The heterogeneity matters more than it may seem. The outer link's W₃ projection is what aligns a BioMistral's embedding geometry with a Qwen's — two models that were never trained to interoperate, produced by different labs, now exchanging thoughts through a two-layer adapter trained for a few dollars. Everything is public: code on GitHub under MIT license, checkpoints and training data on Hugging Face, with a demo playground on the project page.
Limits and Open Questions
The honest caveats, some from the paper and some mine.
You lose the transcript. Intermediate rounds are vectors, not text. There is no log of "what the critic said to the solver" to audit after the fact. You can decode any intermediate latent state on demand through the model's language head — but then you are paying the decoding cost you were trying to avoid, and an approximate verbalization of a latent thought is not the thought itself. For regulated or safety-critical deployments, unreadable inter-agent channels are a real concern, and the interpretability of latent communication is an open research problem, not a solved footnote.
Links are pairwise and trained.
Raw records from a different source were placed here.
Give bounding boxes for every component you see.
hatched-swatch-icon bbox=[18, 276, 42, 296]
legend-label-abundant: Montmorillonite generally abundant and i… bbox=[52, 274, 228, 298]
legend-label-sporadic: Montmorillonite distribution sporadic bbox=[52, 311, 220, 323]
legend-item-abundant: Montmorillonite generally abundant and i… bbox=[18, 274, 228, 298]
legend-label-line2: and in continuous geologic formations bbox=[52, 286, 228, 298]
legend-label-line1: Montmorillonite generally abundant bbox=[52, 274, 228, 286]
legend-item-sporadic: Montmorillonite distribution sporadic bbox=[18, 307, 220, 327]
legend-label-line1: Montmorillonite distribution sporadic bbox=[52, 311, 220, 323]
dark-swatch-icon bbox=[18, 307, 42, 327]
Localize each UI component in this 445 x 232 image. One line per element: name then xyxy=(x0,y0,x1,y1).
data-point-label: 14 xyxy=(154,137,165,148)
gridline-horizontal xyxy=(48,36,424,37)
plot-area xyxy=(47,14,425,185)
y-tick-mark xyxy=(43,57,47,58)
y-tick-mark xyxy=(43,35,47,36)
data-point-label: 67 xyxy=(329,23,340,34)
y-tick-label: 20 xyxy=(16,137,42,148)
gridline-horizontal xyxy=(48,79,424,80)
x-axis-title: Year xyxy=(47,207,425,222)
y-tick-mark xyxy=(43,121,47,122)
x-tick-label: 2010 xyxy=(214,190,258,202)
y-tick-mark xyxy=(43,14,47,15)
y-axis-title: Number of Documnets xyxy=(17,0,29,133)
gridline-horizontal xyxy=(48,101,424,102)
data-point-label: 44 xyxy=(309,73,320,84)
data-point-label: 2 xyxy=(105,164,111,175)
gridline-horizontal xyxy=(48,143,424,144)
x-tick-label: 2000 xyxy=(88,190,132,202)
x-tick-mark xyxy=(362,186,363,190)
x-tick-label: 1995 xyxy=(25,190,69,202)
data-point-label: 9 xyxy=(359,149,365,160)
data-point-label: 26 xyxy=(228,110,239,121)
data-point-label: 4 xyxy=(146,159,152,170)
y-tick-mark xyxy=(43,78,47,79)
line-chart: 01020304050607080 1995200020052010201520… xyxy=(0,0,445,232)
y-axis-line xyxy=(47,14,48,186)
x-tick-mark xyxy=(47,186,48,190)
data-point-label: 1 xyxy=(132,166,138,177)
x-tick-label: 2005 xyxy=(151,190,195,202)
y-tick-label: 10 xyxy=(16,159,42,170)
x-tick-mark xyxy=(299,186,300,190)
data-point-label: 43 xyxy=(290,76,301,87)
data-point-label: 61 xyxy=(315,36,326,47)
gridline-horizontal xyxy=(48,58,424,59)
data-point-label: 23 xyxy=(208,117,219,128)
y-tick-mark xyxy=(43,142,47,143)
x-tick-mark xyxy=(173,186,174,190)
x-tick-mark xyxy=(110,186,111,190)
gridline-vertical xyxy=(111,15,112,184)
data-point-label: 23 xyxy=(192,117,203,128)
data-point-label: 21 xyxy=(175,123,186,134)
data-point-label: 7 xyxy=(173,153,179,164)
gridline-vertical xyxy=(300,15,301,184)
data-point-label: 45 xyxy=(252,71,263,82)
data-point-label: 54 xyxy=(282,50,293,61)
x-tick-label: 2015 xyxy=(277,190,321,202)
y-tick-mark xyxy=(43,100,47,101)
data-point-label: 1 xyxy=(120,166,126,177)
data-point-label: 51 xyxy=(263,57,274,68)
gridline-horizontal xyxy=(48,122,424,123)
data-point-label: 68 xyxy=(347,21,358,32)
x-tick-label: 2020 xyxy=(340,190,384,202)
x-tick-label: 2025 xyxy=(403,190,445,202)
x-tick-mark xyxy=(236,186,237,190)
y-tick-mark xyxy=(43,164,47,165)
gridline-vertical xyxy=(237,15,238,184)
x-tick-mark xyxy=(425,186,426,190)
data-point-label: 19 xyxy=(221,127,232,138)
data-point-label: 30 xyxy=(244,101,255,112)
Every agent pair in the loop needs its outer link trained on data from the target domain. This is cheap — dollars, not GPU-weeks — but it is not plug-and-play: you cannot hot-swap a new model into the system without a training pass, the way you can with text-based frameworks where the interface is just prompts.
The evaluation lives where ground truth exists. Math, science QA, code: domains with verifiable answers, which the outer loop's cross-entropy needs like oxygen. Open-ended collaborative work — writing, design review, long-horizon agentic tasks with tools and side effects — is a different regime, and the paper does not claim it. The deliberation-style results with a tool-caller are encouraging but early.
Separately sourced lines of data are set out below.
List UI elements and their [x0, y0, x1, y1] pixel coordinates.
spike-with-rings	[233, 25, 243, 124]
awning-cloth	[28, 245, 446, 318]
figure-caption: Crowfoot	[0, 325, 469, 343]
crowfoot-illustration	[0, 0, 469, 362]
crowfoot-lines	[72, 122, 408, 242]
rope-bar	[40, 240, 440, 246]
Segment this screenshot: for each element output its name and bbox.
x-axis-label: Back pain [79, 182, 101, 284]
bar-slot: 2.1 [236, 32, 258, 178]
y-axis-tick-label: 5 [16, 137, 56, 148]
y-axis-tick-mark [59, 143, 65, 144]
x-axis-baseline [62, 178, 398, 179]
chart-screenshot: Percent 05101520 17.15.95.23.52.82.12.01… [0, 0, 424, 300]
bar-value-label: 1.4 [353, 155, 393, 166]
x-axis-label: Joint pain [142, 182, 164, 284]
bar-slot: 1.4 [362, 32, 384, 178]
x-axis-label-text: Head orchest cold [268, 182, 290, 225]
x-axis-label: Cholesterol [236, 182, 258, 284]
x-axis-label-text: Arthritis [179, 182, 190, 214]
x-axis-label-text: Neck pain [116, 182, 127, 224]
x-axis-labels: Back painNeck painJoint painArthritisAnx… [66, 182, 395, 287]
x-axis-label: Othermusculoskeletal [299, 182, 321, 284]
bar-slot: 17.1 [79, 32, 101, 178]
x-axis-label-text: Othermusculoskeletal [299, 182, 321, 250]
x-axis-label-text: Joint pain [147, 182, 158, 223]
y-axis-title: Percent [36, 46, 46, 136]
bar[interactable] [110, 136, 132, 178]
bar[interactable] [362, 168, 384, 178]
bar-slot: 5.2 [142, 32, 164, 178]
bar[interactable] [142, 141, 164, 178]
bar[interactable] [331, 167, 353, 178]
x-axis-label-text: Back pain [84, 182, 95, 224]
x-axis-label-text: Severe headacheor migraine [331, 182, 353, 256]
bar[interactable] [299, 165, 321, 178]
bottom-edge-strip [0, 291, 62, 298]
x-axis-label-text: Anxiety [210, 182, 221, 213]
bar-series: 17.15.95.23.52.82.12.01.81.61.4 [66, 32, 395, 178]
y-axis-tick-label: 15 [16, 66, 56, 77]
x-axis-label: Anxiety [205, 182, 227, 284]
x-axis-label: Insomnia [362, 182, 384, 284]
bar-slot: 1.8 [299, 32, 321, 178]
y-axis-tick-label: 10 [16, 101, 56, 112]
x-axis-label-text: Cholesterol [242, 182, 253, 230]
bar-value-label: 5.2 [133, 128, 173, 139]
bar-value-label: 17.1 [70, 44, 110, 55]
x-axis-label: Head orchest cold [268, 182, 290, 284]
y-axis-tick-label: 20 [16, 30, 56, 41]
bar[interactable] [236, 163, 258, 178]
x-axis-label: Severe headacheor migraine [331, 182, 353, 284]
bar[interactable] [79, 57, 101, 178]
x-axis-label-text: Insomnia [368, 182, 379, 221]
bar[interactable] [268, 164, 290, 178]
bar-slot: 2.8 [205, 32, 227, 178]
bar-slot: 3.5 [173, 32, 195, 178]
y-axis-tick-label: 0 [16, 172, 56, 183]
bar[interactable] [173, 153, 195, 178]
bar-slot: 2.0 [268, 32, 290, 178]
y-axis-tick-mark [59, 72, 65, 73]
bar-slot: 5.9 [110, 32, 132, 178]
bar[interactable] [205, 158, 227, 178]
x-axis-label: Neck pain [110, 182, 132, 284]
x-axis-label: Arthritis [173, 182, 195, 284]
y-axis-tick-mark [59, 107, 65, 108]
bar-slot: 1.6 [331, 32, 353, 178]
Latent budgets saturate. The ablation shows accuracy climbing as agents are allowed more latent thoughts per turn, then flattening around 80 steps. That is remarkably few — one more hint that a lot of inter-agent token traffic in today's systems is redundant — but it also suggests latent channels are not a magic bandwidth upgrade; they are a more efficient encoding of a bounded amount of collaboration.
Practical Assessment
RecursiveMAS is best read as an existence proof with unusually good engineering: multi-agent collaboration does not need natural language as its internal protocol, and dropping it makes systems simultaneously cheaper, faster and more accurate — on benchmarks where correctness is checkable.
If you build multi-agent systems today, none of this replaces your stack tomorrow morning. Orchestration frameworks assume text at every boundary, and most production value still depends on traces you can inspect. But the direction is set. Inter-agent text is the internal bus of current systems, and this paper shows that bus can be swapped for something an order of magnitude more efficient — for the price of a coffee and a croissant in training compute. The economics will do the rest of the arguing.
The deeper shift is conceptual. We have spent two years treating "more agents" and "more reasoning tokens" as separate scaling levers. RecursiveMAS folds them into one: a multi-agent system as a single recursive model whose layers happen to be entire LLMs, trained end-to-end through a 13M-parameter seam. Whether or not this exact architecture wins, system-level recursion now has a scaling law, a training recipe, and public code.
The token era of agent communication is not over. But it just received its first credible eviction notice.